“It’s become fashionable these days to say that the writer writes because he is not whole: he has a wound, he writes to heal it. But who cares if the writer is not whole? Of course the writer is not whole, or even particularly well. There’s something unwholesome and self-destructive about the entire writing process…
…Writers when they’re writing live in a spooky, clamorous silence, a state somewhat like the advanced stages of prayer but without prayer’s calming benefits.”
Quote from Why I Write – Thoughts on the Craft of Fiction edited by Will Blythe. This particular excerpt is from Uncanny the Singing That Comes from Certain Husks by Joy Williams.
I have been eating up this collection of 26 essays on why one writes. I am perilously close to the end of the book and think I’ll just flip back to the front and start over.
Blessedly, this is not a how-to write book. Seriously. How can anyone tell you how to write, except to say, JUST DO IT. Certainly, technique can be shown, grammar rules taught and syntax corrected, but the why of it is, to me, the more interesting bit.
And so, like a dying man (or in my case, a perimenopausal-hyper-ventilating-sleep-deprived-woman) clinging to a raft in a sea of unknowingness, I clutch at the words in this book, strap on floatation device sentences from writers that seem to know what they’re talking about and then…
I cautiously pull up Scrivener and tap my way forward through the dark cyber sea.

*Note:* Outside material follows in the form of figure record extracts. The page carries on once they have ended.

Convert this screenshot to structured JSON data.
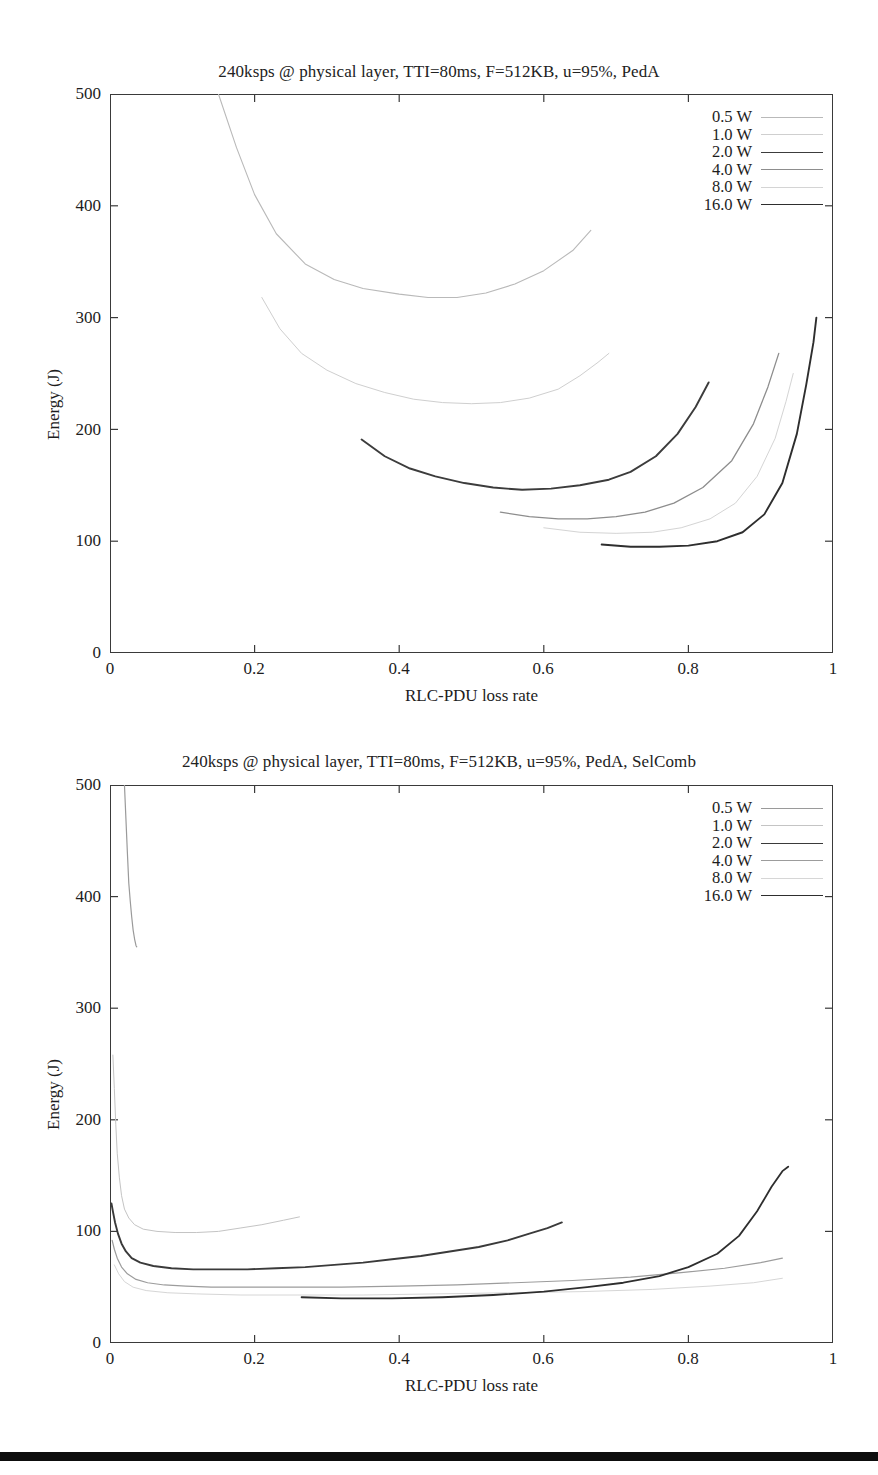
{
  "figures": [
    {
      "id": "figure-1",
      "title": "240ksps @ physical layer, TTI=80ms, F=512KB, u=95%, PedA",
      "axis": {
        "xlabel": "RLC-PDU loss rate",
        "ylabel": "Energy (J)",
        "xticks": [
          "0",
          "0.2",
          "0.4",
          "0.6",
          "0.8",
          "1"
        ],
        "yticks": [
          "0",
          "100",
          "200",
          "300",
          "400",
          "500"
        ]
      },
      "legend": [
        {
          "label": "0.5 W",
          "color": "#b9b9b9",
          "width": 1.1
        },
        {
          "label": "1.0 W",
          "color": "#cfcfcf",
          "width": 1.0
        },
        {
          "label": "2.0 W",
          "color": "#3c3c3c",
          "width": 1.9
        },
        {
          "label": "4.0 W",
          "color": "#8d8d8d",
          "width": 1.3
        },
        {
          "label": "8.0 W",
          "color": "#d4d4d4",
          "width": 1.0
        },
        {
          "label": "16.0 W",
          "color": "#2e2e2e",
          "width": 1.9
        }
      ],
      "chart_data": {
        "type": "line",
        "title": "240ksps @ physical layer, TTI=80ms, F=512KB, u=95%, PedA",
        "xlabel": "RLC-PDU loss rate",
        "ylabel": "Energy (J)",
        "xlim": [
          0,
          1
        ],
        "ylim": [
          0,
          500
        ],
        "grid": false,
        "legend_position": "top-right",
        "series": [
          {
            "name": "0.5 W",
            "points": [
              [
                0.15,
                500
              ],
              [
                0.175,
                452
              ],
              [
                0.2,
                410
              ],
              [
                0.23,
                375
              ],
              [
                0.27,
                348
              ],
              [
                0.31,
                334
              ],
              [
                0.35,
                326
              ],
              [
                0.4,
                321
              ],
              [
                0.44,
                318
              ],
              [
                0.48,
                318
              ],
              [
                0.52,
                322
              ],
              [
                0.56,
                330
              ],
              [
                0.6,
                342
              ],
              [
                0.64,
                360
              ],
              [
                0.665,
                378
              ]
            ]
          },
          {
            "name": "1.0 W",
            "points": [
              [
                0.21,
                318
              ],
              [
                0.235,
                290
              ],
              [
                0.265,
                268
              ],
              [
                0.3,
                253
              ],
              [
                0.34,
                241
              ],
              [
                0.38,
                233
              ],
              [
                0.42,
                227
              ],
              [
                0.46,
                224
              ],
              [
                0.5,
                223
              ],
              [
                0.54,
                224
              ],
              [
                0.58,
                228
              ],
              [
                0.62,
                236
              ],
              [
                0.65,
                248
              ],
              [
                0.675,
                260
              ],
              [
                0.69,
                268
              ]
            ]
          },
          {
            "name": "2.0 W",
            "points": [
              [
                0.348,
                191
              ],
              [
                0.38,
                176
              ],
              [
                0.415,
                165
              ],
              [
                0.45,
                158
              ],
              [
                0.49,
                152
              ],
              [
                0.53,
                148
              ],
              [
                0.57,
                146
              ],
              [
                0.61,
                147
              ],
              [
                0.65,
                150
              ],
              [
                0.69,
                155
              ],
              [
                0.72,
                162
              ],
              [
                0.755,
                176
              ],
              [
                0.785,
                196
              ],
              [
                0.81,
                220
              ],
              [
                0.828,
                242
              ]
            ]
          },
          {
            "name": "4.0 W",
            "points": [
              [
                0.54,
                126
              ],
              [
                0.58,
                122
              ],
              [
                0.62,
                120
              ],
              [
                0.66,
                120
              ],
              [
                0.7,
                122
              ],
              [
                0.74,
                126
              ],
              [
                0.78,
                134
              ],
              [
                0.82,
                148
              ],
              [
                0.86,
                172
              ],
              [
                0.89,
                205
              ],
              [
                0.91,
                238
              ],
              [
                0.925,
                268
              ]
            ]
          },
          {
            "name": "8.0 W",
            "points": [
              [
                0.6,
                112
              ],
              [
                0.65,
                108
              ],
              [
                0.7,
                107
              ],
              [
                0.75,
                108
              ],
              [
                0.79,
                112
              ],
              [
                0.83,
                120
              ],
              [
                0.865,
                134
              ],
              [
                0.895,
                158
              ],
              [
                0.92,
                192
              ],
              [
                0.935,
                225
              ],
              [
                0.945,
                250
              ]
            ]
          },
          {
            "name": "16.0 W",
            "points": [
              [
                0.68,
                97
              ],
              [
                0.72,
                95
              ],
              [
                0.76,
                95
              ],
              [
                0.8,
                96
              ],
              [
                0.84,
                100
              ],
              [
                0.875,
                108
              ],
              [
                0.905,
                124
              ],
              [
                0.93,
                152
              ],
              [
                0.95,
                196
              ],
              [
                0.963,
                240
              ],
              [
                0.973,
                278
              ],
              [
                0.977,
                300
              ]
            ]
          }
        ]
      }
    },
    {
      "id": "figure-2",
      "title": "240ksps @ physical layer, TTI=80ms, F=512KB, u=95%, PedA, SelComb",
      "axis": {
        "xlabel": "RLC-PDU loss rate",
        "ylabel": "Energy (J)",
        "xticks": [
          "0",
          "0.2",
          "0.4",
          "0.6",
          "0.8",
          "1"
        ],
        "yticks": [
          "0",
          "100",
          "200",
          "300",
          "400",
          "500"
        ]
      },
      "legend": [
        {
          "label": "0.5 W",
          "color": "#9a9a9a",
          "width": 1.2
        },
        {
          "label": "1.0 W",
          "color": "#c4c4c4",
          "width": 1.0
        },
        {
          "label": "2.0 W",
          "color": "#3a3a3a",
          "width": 1.9
        },
        {
          "label": "4.0 W",
          "color": "#9c9c9c",
          "width": 1.2
        },
        {
          "label": "8.0 W",
          "color": "#d6d6d6",
          "width": 1.0
        },
        {
          "label": "16.0 W",
          "color": "#2e2e2e",
          "width": 1.8
        }
      ],
      "chart_data": {
        "type": "line",
        "title": "240ksps @ physical layer, TTI=80ms, F=512KB, u=95%, PedA, SelComb",
        "xlabel": "RLC-PDU loss rate",
        "ylabel": "Energy (J)",
        "xlim": [
          0,
          1
        ],
        "ylim": [
          0,
          500
        ],
        "grid": false,
        "legend_position": "top-right",
        "series": [
          {
            "name": "0.5 W",
            "points": [
              [
                0.02,
                500
              ],
              [
                0.022,
                470
              ],
              [
                0.024,
                440
              ],
              [
                0.026,
                412
              ],
              [
                0.028,
                396
              ],
              [
                0.03,
                382
              ],
              [
                0.032,
                370
              ],
              [
                0.034,
                362
              ],
              [
                0.036,
                356
              ],
              [
                0.037,
                355
              ]
            ]
          },
          {
            "name": "1.0 W",
            "points": [
              [
                0.004,
                258
              ],
              [
                0.006,
                228
              ],
              [
                0.008,
                196
              ],
              [
                0.01,
                170
              ],
              [
                0.013,
                148
              ],
              [
                0.016,
                132
              ],
              [
                0.02,
                120
              ],
              [
                0.026,
                112
              ],
              [
                0.034,
                106
              ],
              [
                0.046,
                102
              ],
              [
                0.065,
                100
              ],
              [
                0.09,
                99
              ],
              [
                0.12,
                99
              ],
              [
                0.15,
                100
              ],
              [
                0.18,
                103
              ],
              [
                0.21,
                106
              ],
              [
                0.24,
                110
              ],
              [
                0.262,
                113
              ]
            ]
          },
          {
            "name": "2.0 W",
            "points": [
              [
                0.002,
                125
              ],
              [
                0.004,
                118
              ],
              [
                0.007,
                108
              ],
              [
                0.011,
                98
              ],
              [
                0.016,
                89
              ],
              [
                0.022,
                82
              ],
              [
                0.03,
                76
              ],
              [
                0.042,
                72
              ],
              [
                0.06,
                69
              ],
              [
                0.085,
                67
              ],
              [
                0.115,
                66
              ],
              [
                0.15,
                66
              ],
              [
                0.19,
                66
              ],
              [
                0.23,
                67
              ],
              [
                0.27,
                68
              ],
              [
                0.31,
                70
              ],
              [
                0.35,
                72
              ],
              [
                0.39,
                75
              ],
              [
                0.43,
                78
              ],
              [
                0.47,
                82
              ],
              [
                0.51,
                86
              ],
              [
                0.55,
                92
              ],
              [
                0.58,
                98
              ],
              [
                0.605,
                103
              ],
              [
                0.625,
                108
              ]
            ]
          },
          {
            "name": "4.0 W",
            "points": [
              [
                0.003,
                92
              ],
              [
                0.006,
                84
              ],
              [
                0.01,
                76
              ],
              [
                0.016,
                68
              ],
              [
                0.024,
                62
              ],
              [
                0.036,
                57
              ],
              [
                0.052,
                54
              ],
              [
                0.075,
                52
              ],
              [
                0.105,
                51
              ],
              [
                0.14,
                50
              ],
              [
                0.19,
                50
              ],
              [
                0.25,
                50
              ],
              [
                0.32,
                50
              ],
              [
                0.4,
                51
              ],
              [
                0.48,
                52
              ],
              [
                0.56,
                54
              ],
              [
                0.64,
                56
              ],
              [
                0.72,
                59
              ],
              [
                0.79,
                63
              ],
              [
                0.85,
                67
              ],
              [
                0.9,
                72
              ],
              [
                0.93,
                76
              ]
            ]
          },
          {
            "name": "8.0 W",
            "points": [
              [
                0.006,
                70
              ],
              [
                0.012,
                62
              ],
              [
                0.02,
                55
              ],
              [
                0.032,
                50
              ],
              [
                0.05,
                47
              ],
              [
                0.08,
                45
              ],
              [
                0.12,
                44
              ],
              [
                0.18,
                43
              ],
              [
                0.26,
                43
              ],
              [
                0.35,
                43
              ],
              [
                0.45,
                44
              ],
              [
                0.55,
                45
              ],
              [
                0.65,
                46
              ],
              [
                0.75,
                48
              ],
              [
                0.83,
                51
              ],
              [
                0.89,
                54
              ],
              [
                0.93,
                58
              ]
            ]
          },
          {
            "name": "16.0 W",
            "points": [
              [
                0.265,
                41
              ],
              [
                0.32,
                40
              ],
              [
                0.39,
                40
              ],
              [
                0.46,
                41
              ],
              [
                0.53,
                43
              ],
              [
                0.6,
                46
              ],
              [
                0.66,
                50
              ],
              [
                0.71,
                54
              ],
              [
                0.76,
                60
              ],
              [
                0.8,
                68
              ],
              [
                0.84,
                80
              ],
              [
                0.87,
                96
              ],
              [
                0.895,
                118
              ],
              [
                0.915,
                140
              ],
              [
                0.93,
                154
              ],
              [
                0.938,
                158
              ]
            ]
          }
        ]
      }
    }
  ],
  "page": {
    "bottom_rule_color": "#0d0d0d"
  }
}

The words from Why I Write sink into the depths and I am left with a laptop-shaped-raft that doesn’t float very well, adrift in the nothingness, and to top it all off (!) there are no constellations to light my way on this inky-black ocean.
Instead, the only thing lighting my way is a tiny pulsing cursor. It is not exactly a North Star.
During that (almost daily) fragile time, I try very hard to not ask myself why. Instead, I just keep feeling my way, trying not to think, trying not to succumb to that dark interior voice that tells me none of it matters and to give it up.
I know this sounds melodramatic and tragic and perhaps even a little sad, but it’s not. There is something invigorating and satisfying when I ignore all the distractions and my stupid anxieties (Oh my! There’s simply not enough time! – I have to clean the sink!)
Because the other benefit of honouring what I say I want to do is that I have become quite adept at identifying this same kind of bullshit in other areas of my life (exercise, friends, other creative endeavours).
I think this blog post has become a letter to that naysaying smaller part of me.
At the risk of sounding a little multiple-personality disorder-ish, I just want to say to myself, I’m SO onto me and my frantic attempts to make me quit. Go away!
It’s just too bad that me & I have to share the same body.
I think I might have mentioned previously that I’m a Gemini? It seems worth noting for some reason…
Related articles
- ‘Good Writing Never Soothes or Comforts’: Joy Williams on Writing (theatlantic.com)
- Joy Williams on Why Writers Write (brainpickings.org)
You know I haven’t been writing lately and I miss that big inky black sea; I love the searchy graspy part of going into that space. So well put, as you always do. When I read your blog I am always reinspired in so many ways. I’ve been cleaning sinks. Time to write. Because.
Dear Miz-Mary-Fellow-Cleaner-of-Sinks. I guess the good news is that our houses are clean 🙂
I’m glad you’re going back ‘in’, it’s always interesting to see what emerges…and I find it easier if I keep at it (NOT that it always happens that way, but still…)
What’s wrong with a clean sink I ask you? Every self respecting Dyck has one!
Barb, Is there any issue in life that scrubbing a sink can’t solve? If I have a shaker of Comet and a thick rag, baby, I’m ready to roll!
I love your similies, metaphors, descriptive writing and perimenopausal angst. As for the menopause, this too shall pass, and you will realize cleaning the sink is not a priority … haha, whenever you say something like that, it reminds me of your mother.
As a fellow Gemini, I salute you!
Dear Fellow-Gemini, I’m glad you enjoyed my metaphors-gone-mad 🙂 As for the sink? It is amazing what becomes a ‘priority’ when I’m creatively exploring ways to avoid the very thing I say that I want to do more than anything…yup, most assuredly a passed-down maternal Dyck trait. Still working at shaking that one off my back!
So much gnashing about writing – a whole industry of books on how to get yourself to sit down and write them! This one, tho, looks interesting – but I have to admit I am not too curious about how or why others write – maybe because I know now why I do it. I write because I’m better at it than I am at life.
Ah Sarah…do you really think you’re better at writing than life?? Couldn’t we call it a draw? Your life looks pretty darned alright from this angle 🙂
I think what I love about this book is the different descriptions of what it is like for other writers…and we’re not talking just the angsty bits (which I admit I seem to be drawn to) but the fabulous ways they try to nail down the mysteriousness of it. I think just about all of them admit to being woefully inadequate at actually being able to describe how it works, but they get close, and I find that very illuminating.